As we wait for the Secretary of Health and Human Services to hand down her latest edits to the First Amendment, let me suggest a little light reading to pass the time.
I just came across this interesting column by David Catron at The American Spectator, in which the author connects the dots between the Administration’s adamant defense of the HHS Mandate and the drug companies that stand to profit from it. Here’s the heart of the piece:
Why would the Obama administration, having won the legislative struggle to get Obamacare passed and fought a brutal legal battle to prevent it from being overturned by the Supreme Court, risk another visit to that fickle tribunal by insisting on this egregious mandate?
An answer is suggested by the President’s recent nomination of William B. Schultz to head the legal team at Health & Human Services. Never heard of Mr. Schultz? He is an attorney and long-time lobbyist for the pharmaceutical industry. He has been acting general counsel for HHS since last year. What has this to do with the contraception mandate? Well, as Tim Carney of the Washington Examiner has pointed out, Schultz’s biggest client was “Barr Laboratories, maker of the morning-after contraception pill known as Plan B.”
Contraception is big business, and the HHS mandate promises to turn it into a cash cow for companies like Barr Laboratories. How? Avik Roy explains: “Under the current system, drug companies have an incentive to compete on price.… Under the new mandate, this price incentive disappears.” Insurance policies that covered contraception prior to the mandate encouraged patients to forego pricey products by charging higher co-pays than for generic equivalents. The HHS mandate forbids such co-pays, so there is no incentive to choose “Brand X.”
Principled disagreement about the nature of religious freedom is one thing; cynical cronyism at the expense of basic freedoms is something else entirely. Catron’s column is worth reading in full.
UPDATE: The new “Notice of Proposed Rulemaking” is out. You can read it, here.
Stephen P. White is a fellow in Catholic Studies at the Ethics and Public Policy Center in Washington, DC and coordinator of the Tertio Millennio Seminar on the Free Society. The views expressed here are his own.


## What is required
What you return must match the records below exactly, apart from the omitted pictures.

## Available records
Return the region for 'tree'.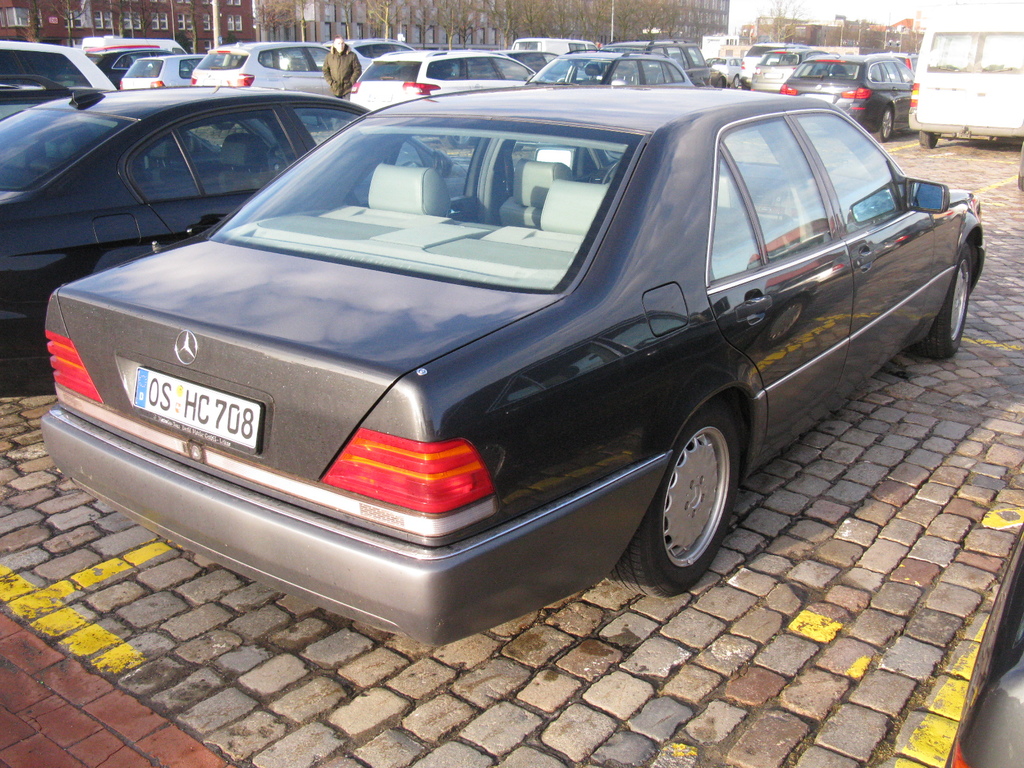
(824,12,890,52).
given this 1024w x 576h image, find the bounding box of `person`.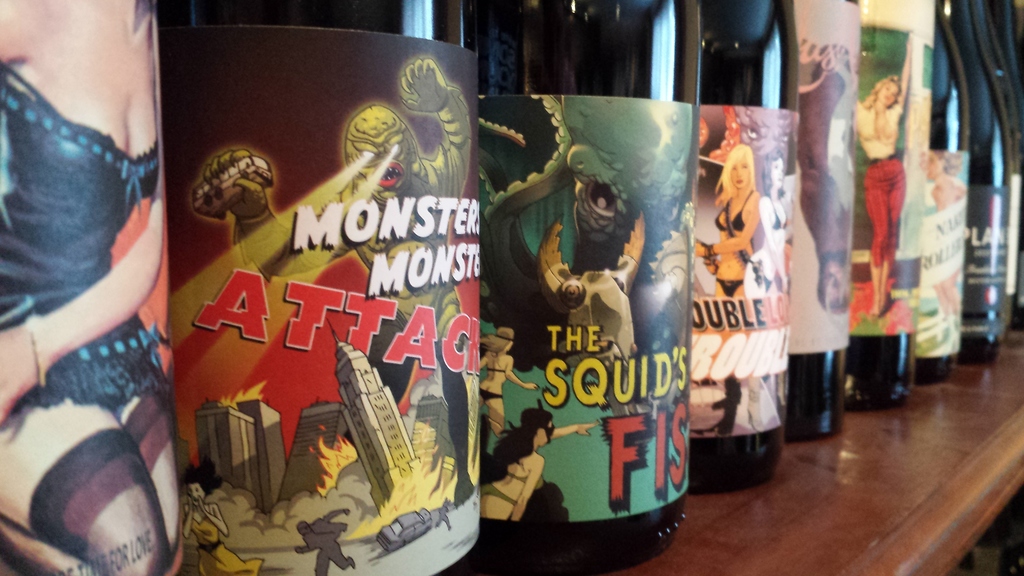
{"x1": 916, "y1": 147, "x2": 960, "y2": 328}.
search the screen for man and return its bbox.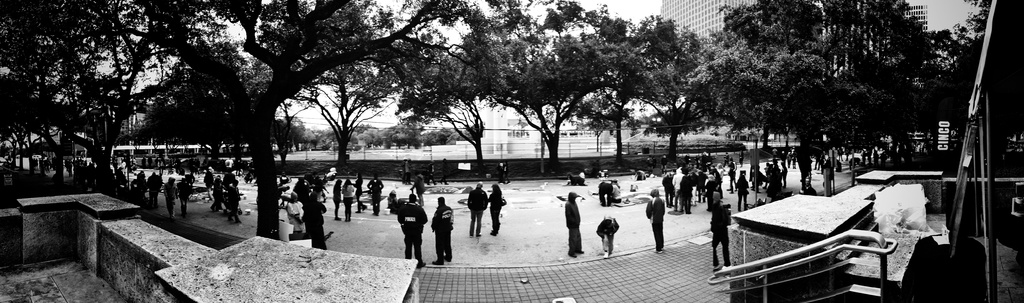
Found: BBox(466, 181, 487, 238).
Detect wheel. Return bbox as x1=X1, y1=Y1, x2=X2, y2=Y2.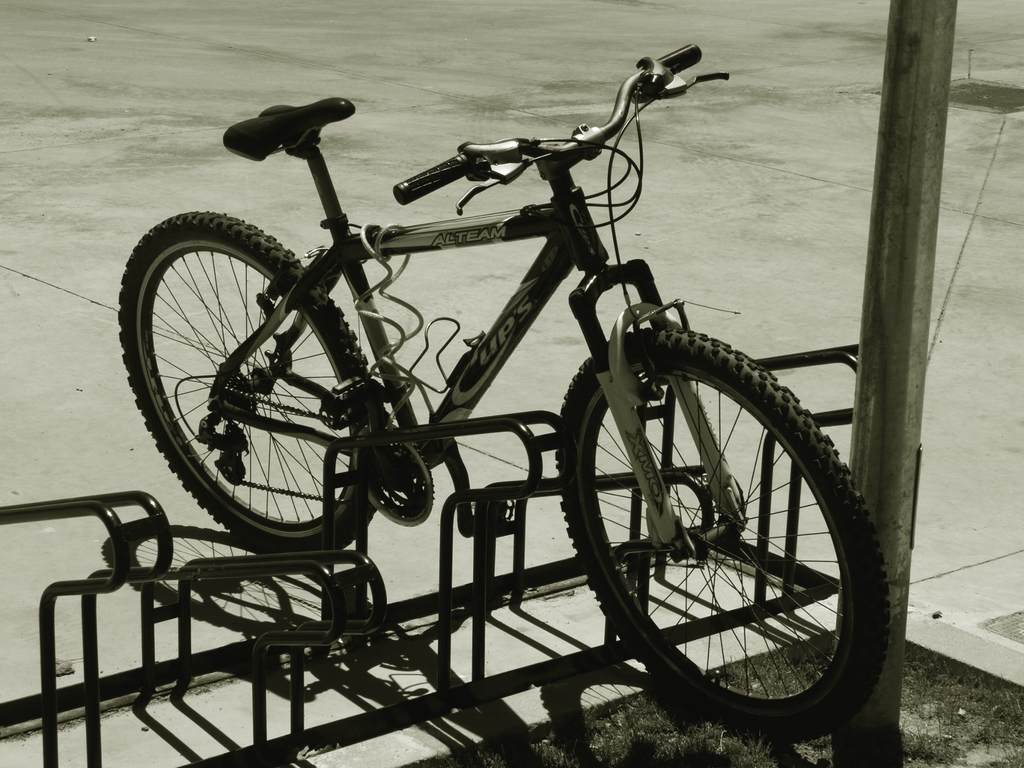
x1=113, y1=209, x2=390, y2=560.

## Answer section
Return the region for 'tree'.
(824,12,890,52).
given this 1024w x 576h image, find the bounding box of `person`.
{"x1": 916, "y1": 147, "x2": 960, "y2": 328}.
search the screen for man and return its bbox.
Found: BBox(466, 181, 487, 238).
Detect wheel. Return bbox as x1=X1, y1=Y1, x2=X2, y2=Y2.
x1=113, y1=209, x2=390, y2=560.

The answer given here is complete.